What is POL (ex-MATIC)? A Practical Deep Dive in 2026

What is POL (ex-MATIC)? A Clear Explanation for Beginners (2026)

When I started building on Polygon, POL was already the token name — but MATIC kept appearing everywhere. Old guides, some wallets, some exchanges. I couldn’t tell which was correct. Here’s the honest answer.

When I began building RizeCoin on Polygon, the network’s native token was already called POL. But MATIC was still showing up everywhere — in old documentation, on some exchanges, in certain wallet displays. Polygon itself seemed to use both names depending on where you looked.

It was confusing. I didn’t know which name was current, whether they were the same thing, or whether something had changed that I was missing. Now I know: POL is the correct current name. MATIC is the old name. Unless there’s a specific reason to use MATIC, I don’t — and you probably don’t need to either.

What Happened — MATIC Became POL

Polygon’s native token was originally called MATIC when the network launched. In 2024, Polygon upgraded the token as part of a significant change to the ecosystem’s architecture. The new token is called POL.

This wasn’t just a rename. The transition involved a technical upgrade that gave POL a broader role in the Polygon ecosystem — not just as a gas token for one network, but as the foundation for a connected system of chains through AggLayer.

If you held MATIC before the transition, it was converted to POL. The two tokens are not the same contract, but they represent continuity — MATIC holders became POL holders through the migration process.

Why the confusion persists in 2026:

The transition happened, but not everything updated at the same time. Some exchanges still list “MATIC” as the trading symbol. Some older guides and articles still use MATIC. Some wallet interfaces show one or the other depending on when they last updated their token lists.

When I started on Polygon, I had to figure out that POL and MATIC were the same underlying asset at different points in time — and that the current correct name is POL. I now display POL and don’t have a reason to show MATIC unless something specific requires it.

What POL Does

POL is Polygon PoS‘s gas token.

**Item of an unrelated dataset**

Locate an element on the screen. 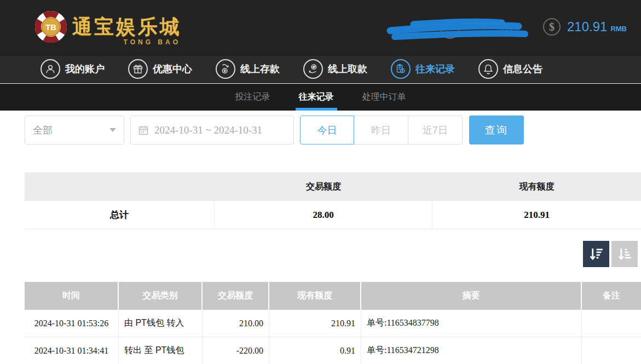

Every transaction on Polygon — sending tokens, swapping on a DEX, adding liquidity, deploying a contract — requires a small amount of POL to pay the gas fee. Without POL in your wallet, nothing moves.

POL also has two other functions. It can be staked to help secure the network and earn rewards. And it’s used for governance — POL holders can participate in decisions about how the network evolves.

POL in practice:

Gas fees on Polygon are small — usually under $0.01 per transaction. But you need POL before you can do anything. If you’re starting on Polygon, the first step is always getting some POL into your wallet. Even $2–$5 worth covers many transactions.

How to get POL: buy it on MEXC and send it to MetaMask.

The Burn Mechanism

A portion of the POL used in each transaction is permanently destroyed — burned. This reduces the total supply of POL over time. In early 2026, roughly 1 million POL are being burned each day.

The burn mechanism exists to counteract inflation. As new POL is issued to reward validators, burning removes some from circulation to maintain balance. For token holders, a deflationary pressure on the supply is generally considered a positive economic design.

POL vs MATIC — The Practical Answer

If you’re new to Polygon in 2026:

Use POL. That’s the current name. When you buy on an exchange, look for POL. When you check your MetaMask balance, it shows POL. When you pay gas, you’re using POL.

If you see MATIC on an exchange or in an old guide, it’s referring to the same asset under its previous name. The network uses POL now.
The reason I stopped displaying MATIC and defaulted to POL is simple: there’s no practical reason to use the old name unless something specifically requires it. For building RizeCoin, for paying gas, for staking — it’s all POL. Using the current name avoids confusion.

Honest Limitations

POL’s value fluctuates with the broader crypto market. If POL drops significantly in price, the dollar cost of gas fees decreases — but so does the value of staking rewards and any POL holdings. For small projects like RizeCoin, POL volatility affects liquidity indirectly through market sentiment.

The transition from MATIC to POL also created a period of documentation inconsistency that still lingers. If you’re following an older guide that says MATIC where you expect to see POL, that’s why — not an error on your part.